What Not Writing For Over A Month Taught Me

It’s been over a month since I have sat down to write something. Beyond your basic email or paragraph, I have not written anything down.

That time and space I’ve taken from writing have allowed me to understand my relationship with writing in a way I had never considered it before. For one thing, I had never truly appreciated writing until I took this impromptu break from it. Writing has not only become a way for me to express myself, but also a way for me to process information, think through new ideas and connect old ones.

You might be thinking that I sound a tad bit dramatic at this point, after all, plenty of people stop writing altogether after high school, aside from the basics. But when writing becomes such an intricate part of how you cope with life, not doing that activity can have a lot of negative impacts on you. Not having writing in my life dramatically impacted my mental health in ways I still don’t quite understand.

My time spent away from writing taught me to not only appreciate writing but use it as a resource and a tool to guide me through life. Without writing, I felt like I was floating and never truly grounded at the moment. A moment would pass, and it was as if it floated away too quickly, I would never get the chance to hold onto it.
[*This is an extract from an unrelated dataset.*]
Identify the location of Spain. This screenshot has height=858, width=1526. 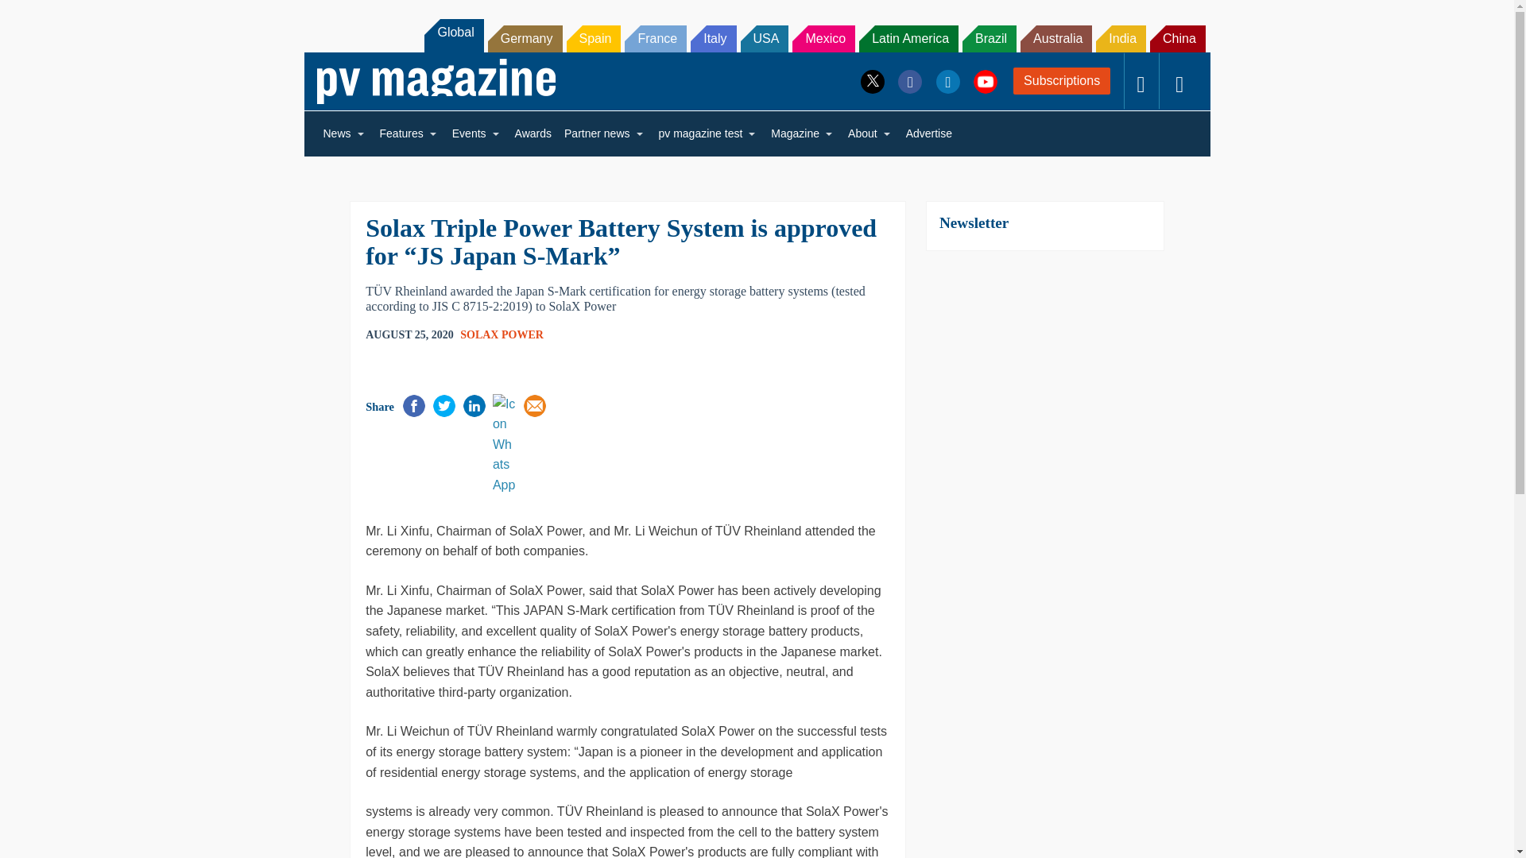
(593, 38).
Writing allows me to process those moments, cherish them and above all, remember them.

There is something so relieving about putting pen to paper or typing your thoughts away on a keyboard that unless you cope with life this way, you may not understand.

This mini-break also made me realize how harsh and critical I was of my writing. I liked my voice and the tone that I used, but if someone didn’t then for some reason their perception of me became my reality. I learned that I put a lot of pressure on myself when I did write and that if I was simply writing a blog post it had to contain all the wisdom of the ages in it – spoiler alert, it doesn’t need to. The posts that I wrote from the heart, that detailed my experiences or even small snippets of lessons I had learned along the way were always the ones that resonated more with people.

I wish I had kept writing since the last time I posted here, but I haven’t. But it still taught me that writing is a part of me. That is not to say I am branding myself as a writer, but I am someone who writes. I am someone who writes to learn, to process, to understand, to think and to connect. Writing is so instrumental in my every day-to-day life, that it baffles my mind how little I used to appreciate it.